The table opening process now works the following way:
- Create common TABLE_SHARE object
- Read the .frm file and unpack it into the TABLE_SHARE object
- Create a TABLE object based on the information in the TABLE_SHARE
object and open a handler to the table object
Other noteworthy changes:
- In TABLE_SHARE the most common strings are now LEX_STRING's
- Better error message when table is not found
- Variable table_cache is now renamed 'table_open_cache'
- New variable 'table_definition_cache' that is the number of table defintions that will be cached
- strxnmov() calls are now fixed to avoid overflows
- strxnmov() will now always add one end \0 to result
- engine objects are now created with a TABLE_SHARE object instead of a TABLE object.
- After creating a field object one must call field->init(table) before using it
- For a busy system this change will give you:
- Less memory usage for table object
- Faster opening of tables (if it's has been in use or is in table definition cache)
- Allow you to cache many table definitions objects
- Faster drop of table
we changing current db temporarily and restore it when sp is created. however thd->db
in this case becomes empty string rather than NULL and so all checks of thd->db == NULL
will be false. So if after this we'll issue create procedure sp2()... without specifying
db it will succeed and create sp with db=NULL, which causes mysqldto crash on
show procedure status statement.
This patch fixes the problem.
- Added functionality to check errors returned from mysql_next_result
- Exit from mysqltest when and unexpected error occurs.
- The above fixes reveal problems with rpl000009, sp-error and query_cache-
- Fix sp-error by adding an expected error
- Fix rpl000009 by not sending "ok" from mysql_create_db when called with silent flag from load_master_data
- Fix query_cache in separate patch
produce warning for 'create database if not exists' if database exists
do not update database options in this case
produce warning for 'create table if not exists' if table exists
We binlog the DROP TABLE for each table that was actually dropped. Per Sergei's
suggestion a fixed buffer for the DROP TABLE query is pre-allocated from THD pool, and
logging now is done in batches - new batch is started if the buffer becomes full.

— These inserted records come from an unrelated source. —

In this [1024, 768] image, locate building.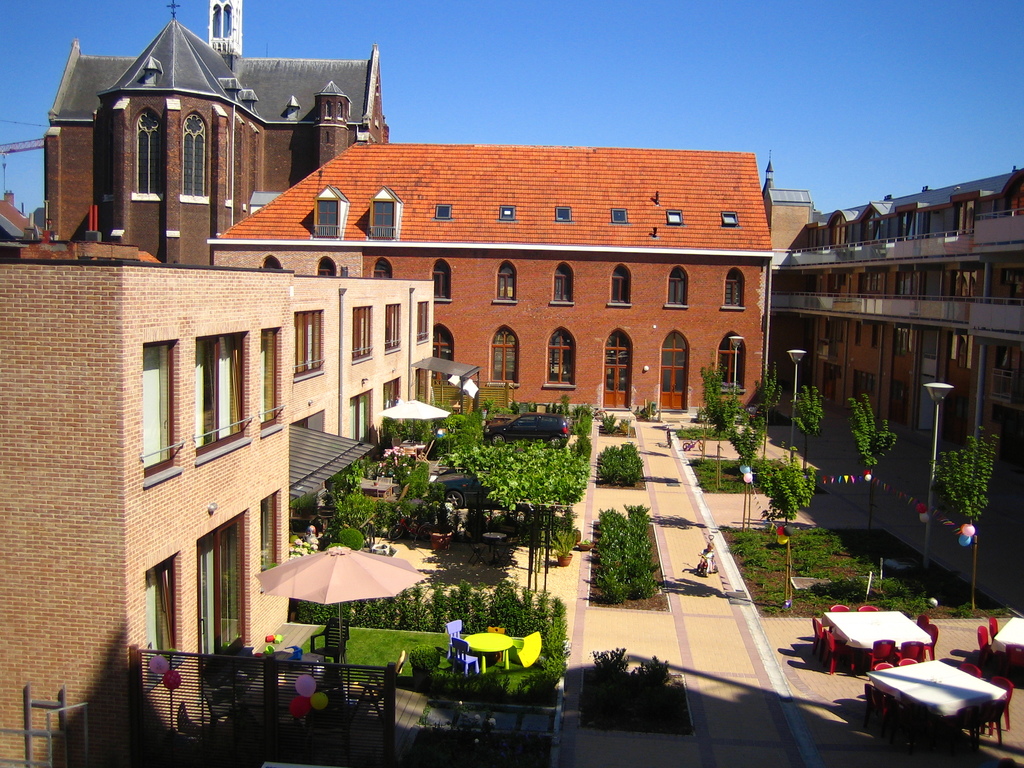
Bounding box: select_region(204, 141, 769, 412).
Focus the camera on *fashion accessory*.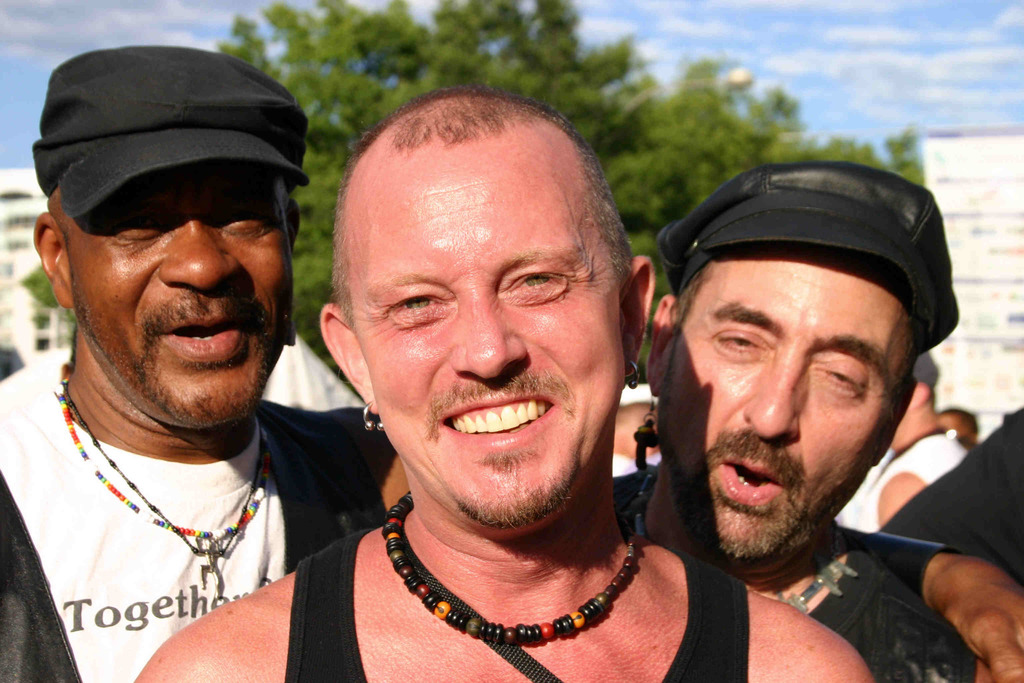
Focus region: left=57, top=368, right=269, bottom=604.
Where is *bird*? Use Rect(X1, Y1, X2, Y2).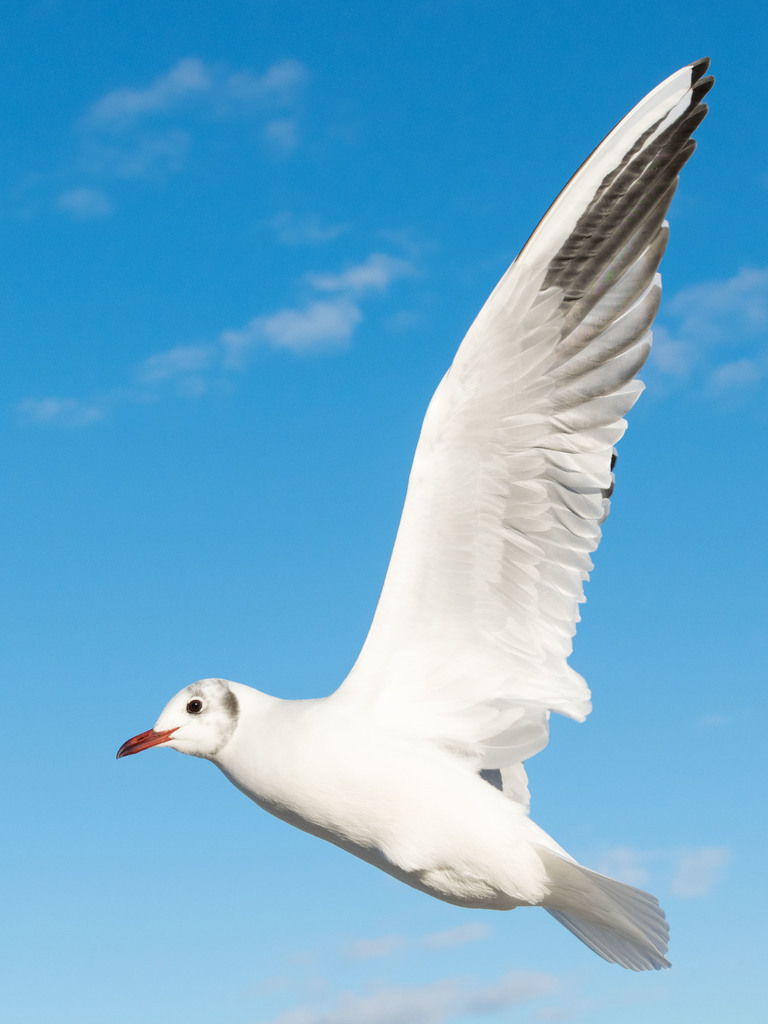
Rect(108, 54, 715, 972).
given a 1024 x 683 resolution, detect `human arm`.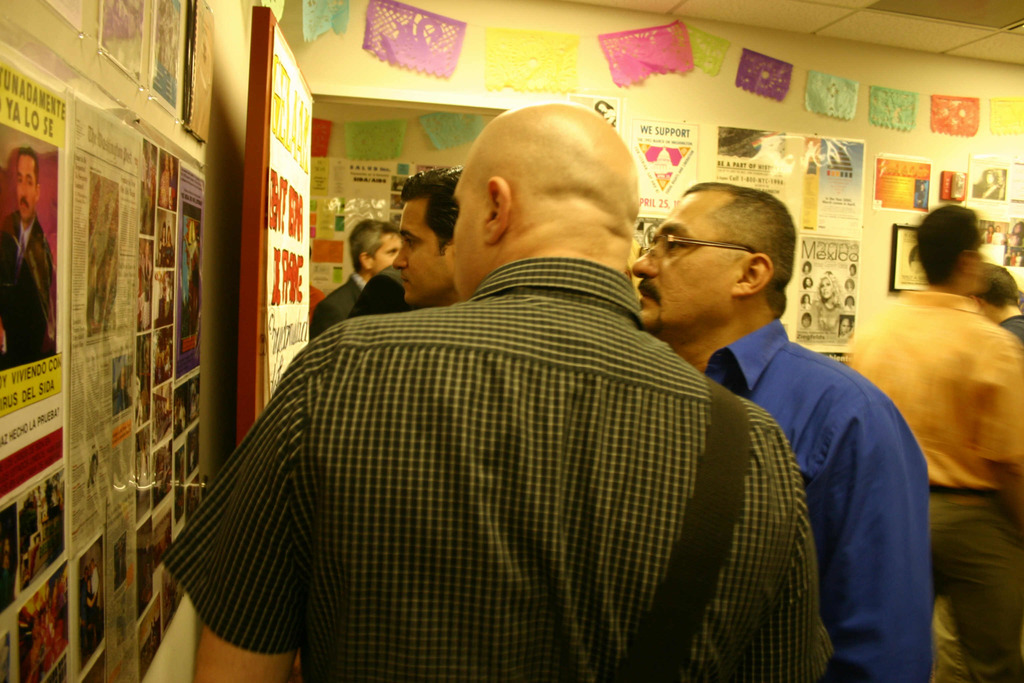
203 399 305 682.
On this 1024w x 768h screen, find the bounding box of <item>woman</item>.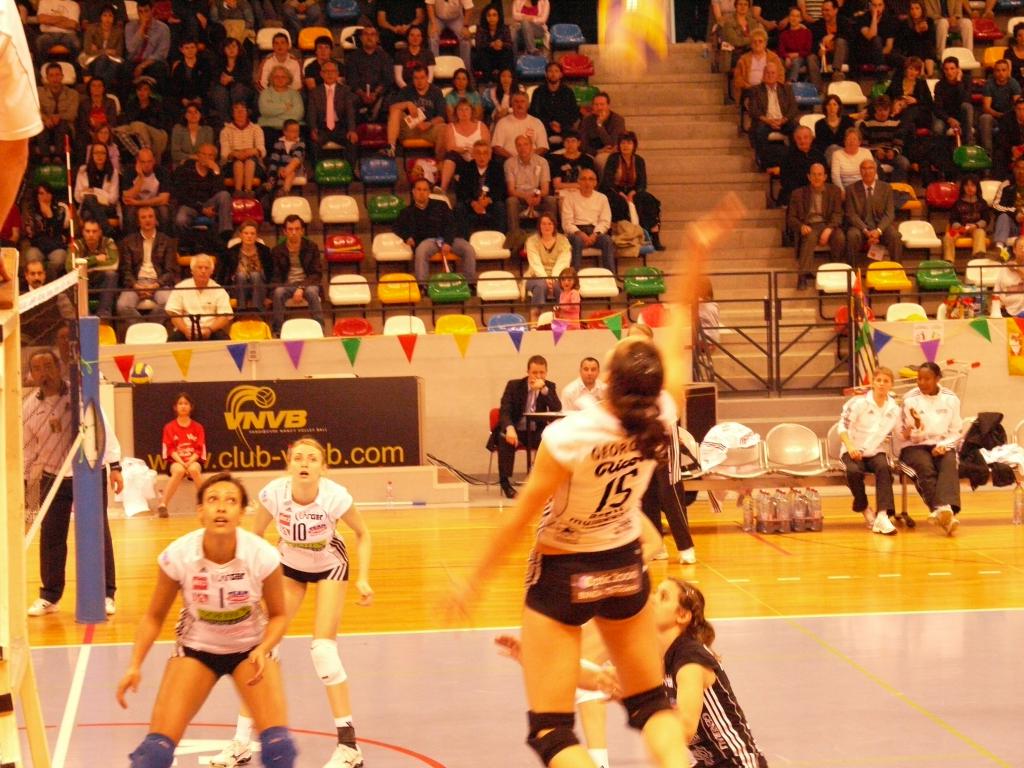
Bounding box: box(897, 0, 939, 74).
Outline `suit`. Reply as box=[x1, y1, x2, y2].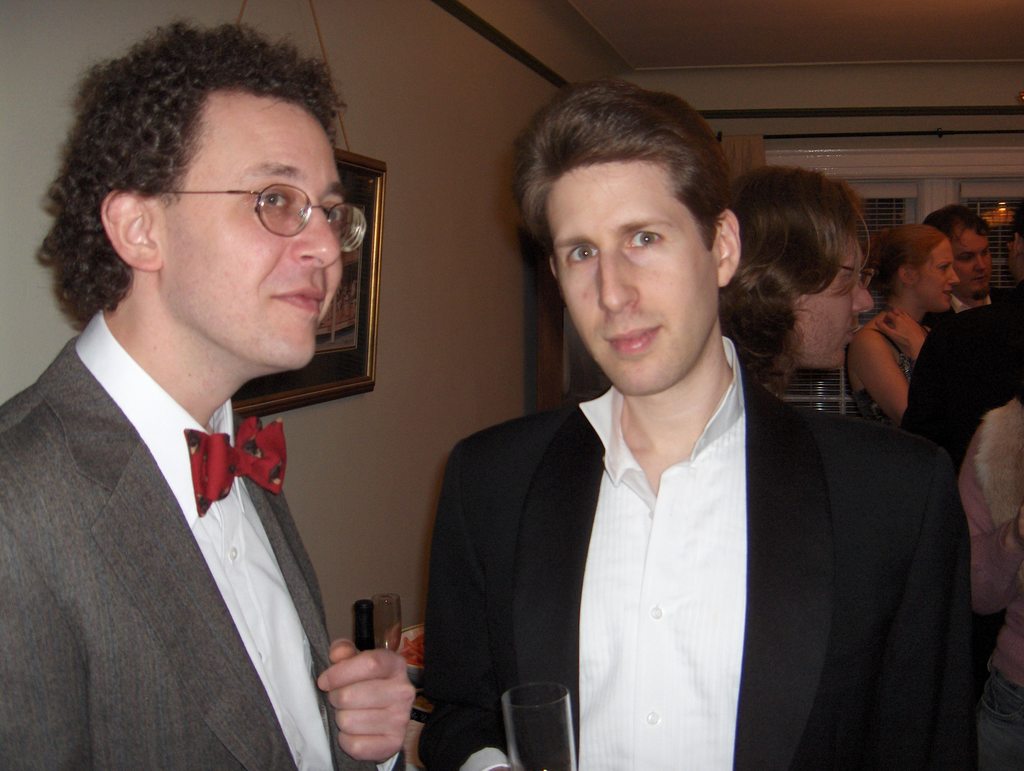
box=[13, 165, 346, 770].
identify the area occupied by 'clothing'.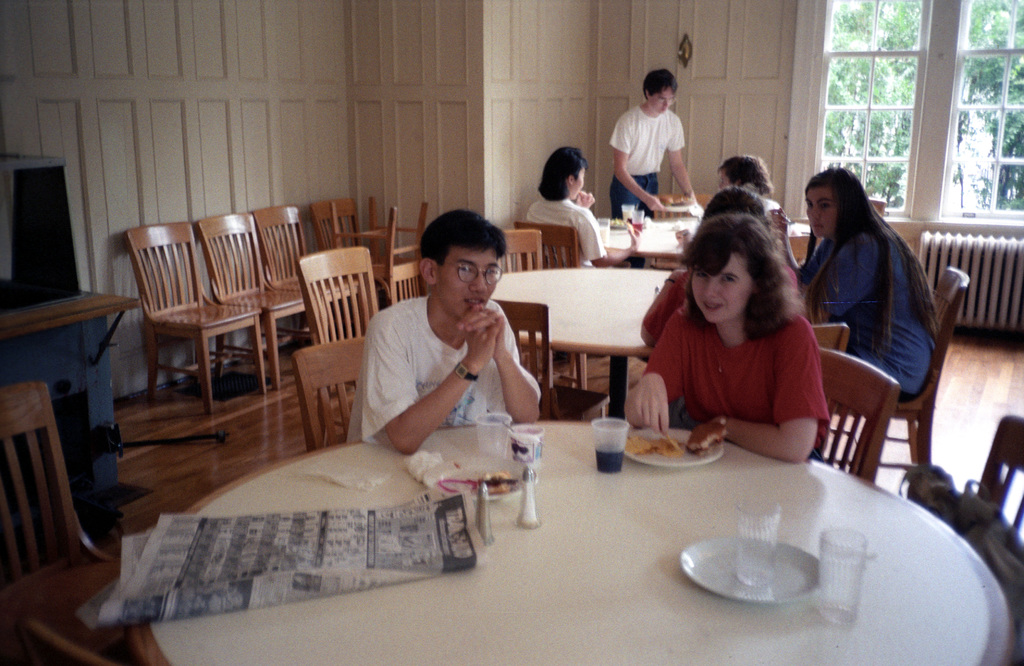
Area: locate(636, 270, 834, 453).
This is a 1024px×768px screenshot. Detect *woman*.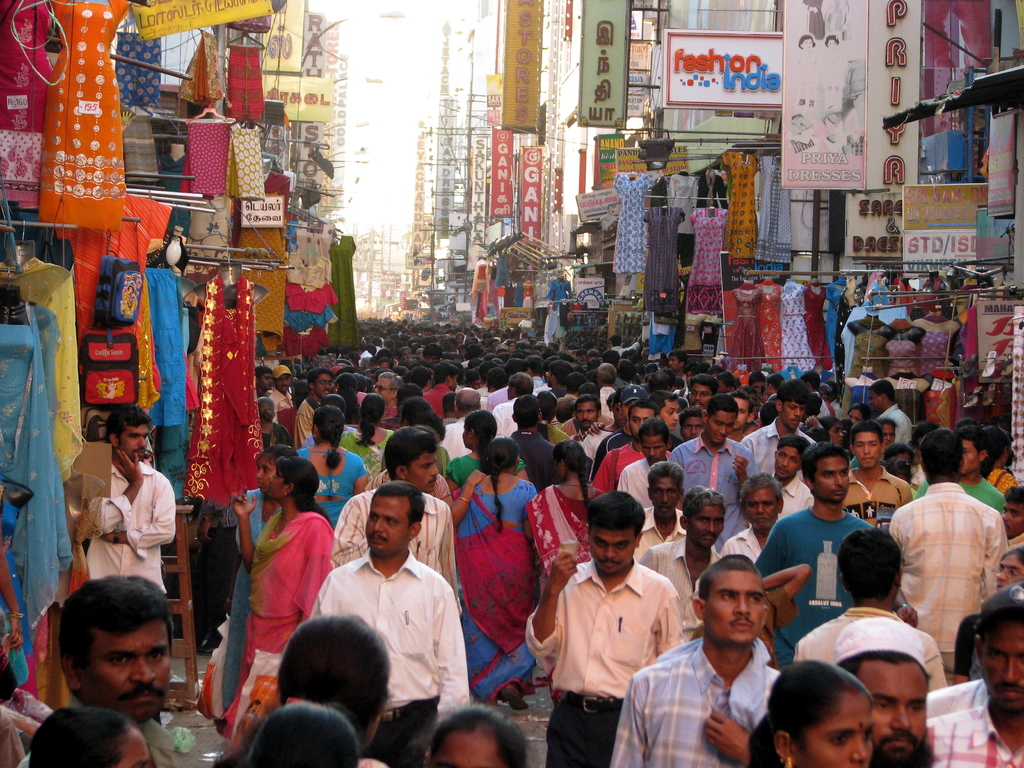
BBox(957, 553, 1023, 682).
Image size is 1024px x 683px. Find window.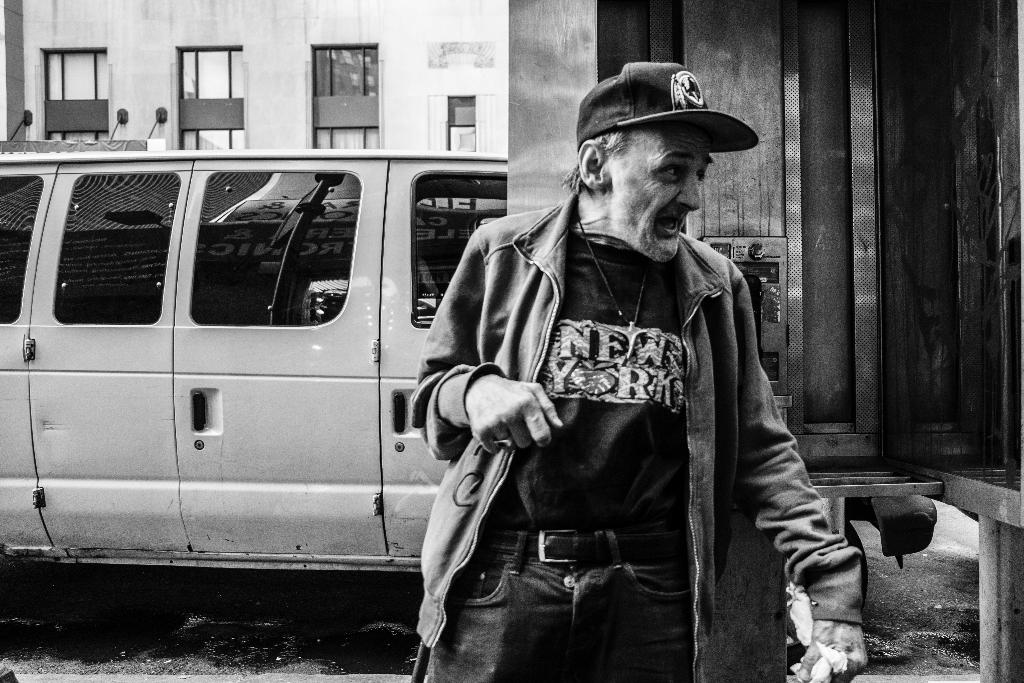
{"left": 447, "top": 94, "right": 477, "bottom": 155}.
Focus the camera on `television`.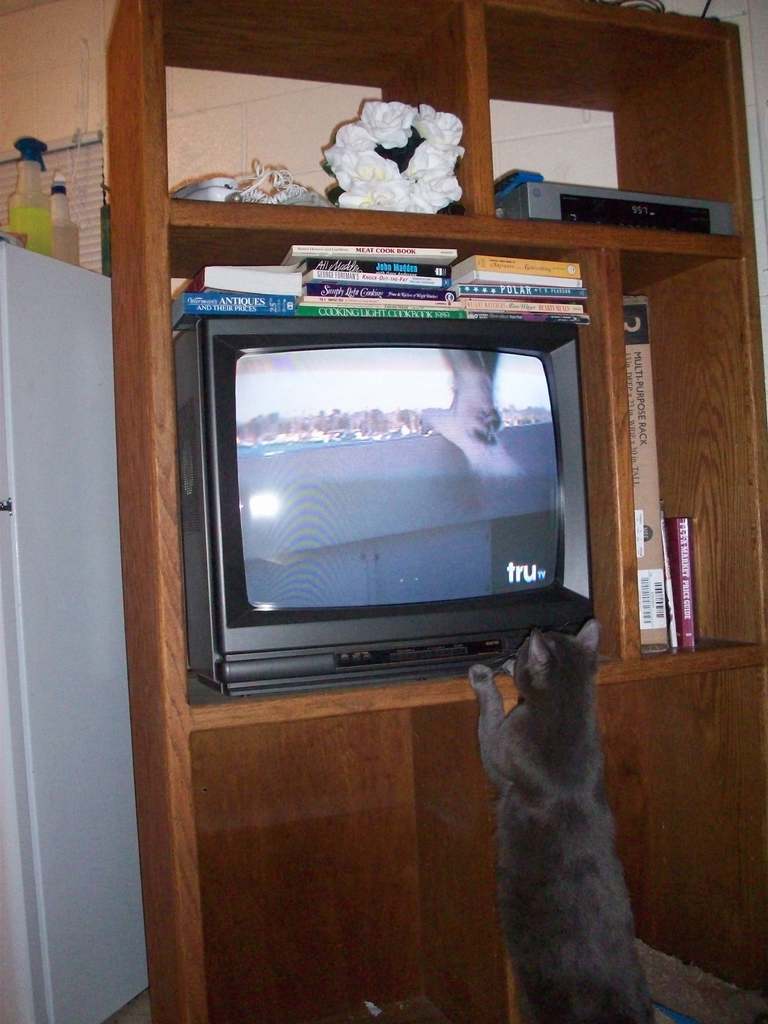
Focus region: pyautogui.locateOnScreen(171, 305, 585, 698).
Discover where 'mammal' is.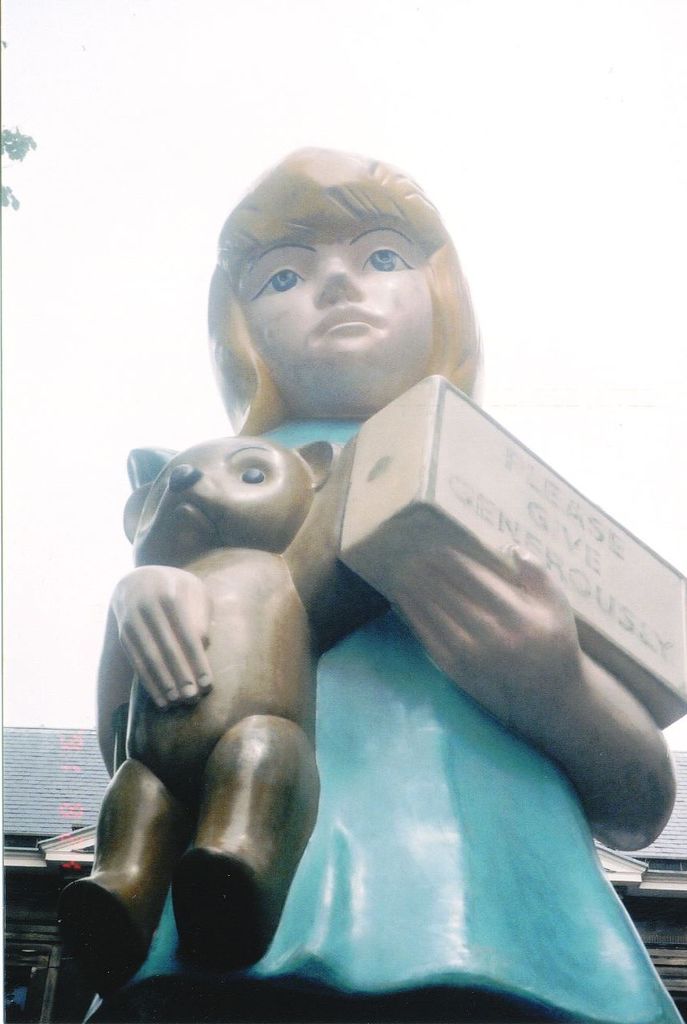
Discovered at crop(91, 138, 684, 1023).
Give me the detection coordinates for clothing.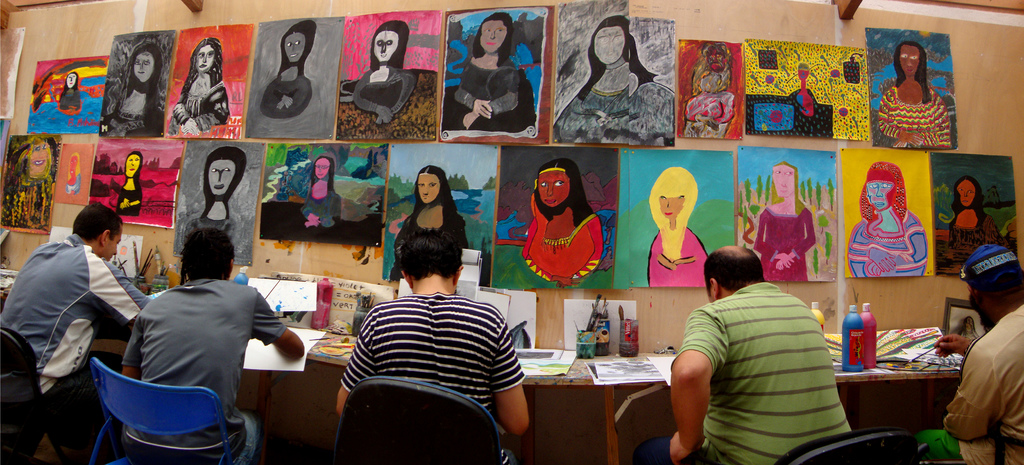
Rect(957, 331, 979, 340).
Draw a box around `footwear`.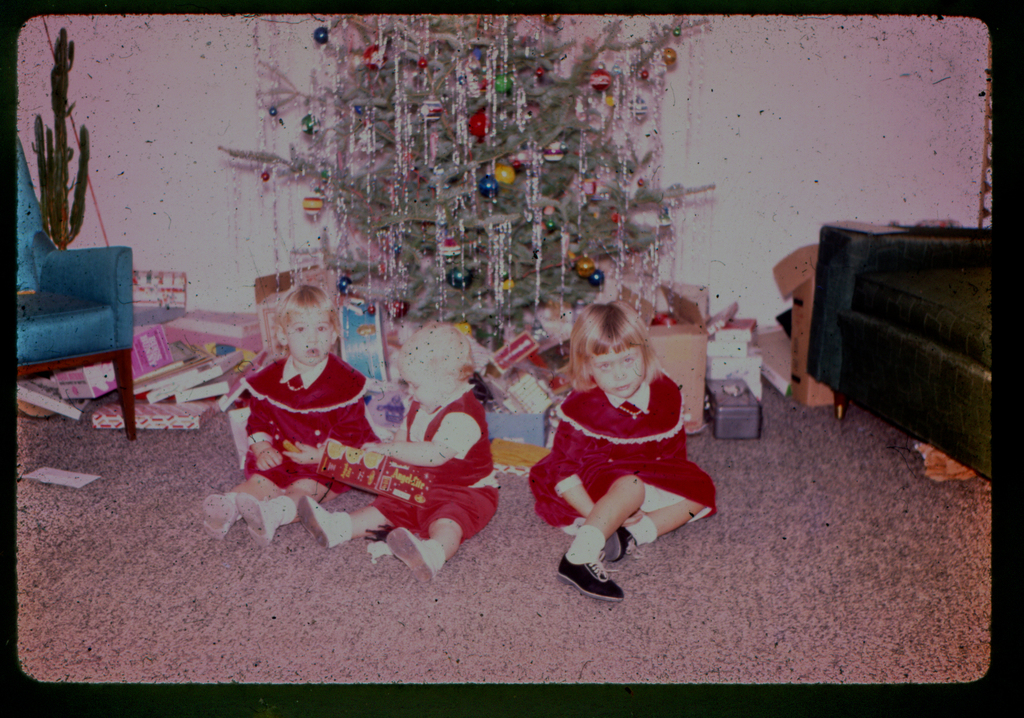
box=[206, 487, 228, 547].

Reduced memory usage by reusing the table list instead of accumulating a list of
dropped table names. Also fixed the problem if the table was not actually dropped, eg
due to permissions. Extended the test case to make sure batched query
logging does work.
The problem was that on Windows the access method indicates that access to file
such as "com1" and "lpt1" is allowed (since they are device names) and
this causes mysql to attempt to open them as databases or tables.
The fix was to write our own my_access method that uses other Win32 functions
to determine if the given argument is indeed a file and has to requested
mode.
Windows to call CreateFileMapping() with correct arguments, and
propogating the introduction of query_id_t to everywhere query ids are
passed around. (Bug #8826)
Split TABLE to TABLE and TABLE_SHARE (TABLE_SHARE is still allocated as part of table, will be fixed soon)
Created Field::make_field() and made Field_num::make_field() to call this
Added 'TABLE_SHARE->db' that points to database name; Changed all usage of table_cache_key as database name to use this instead
Changed field->table_name to point to pointer to alias. This allows us to change alias for a table by just updating one pointer.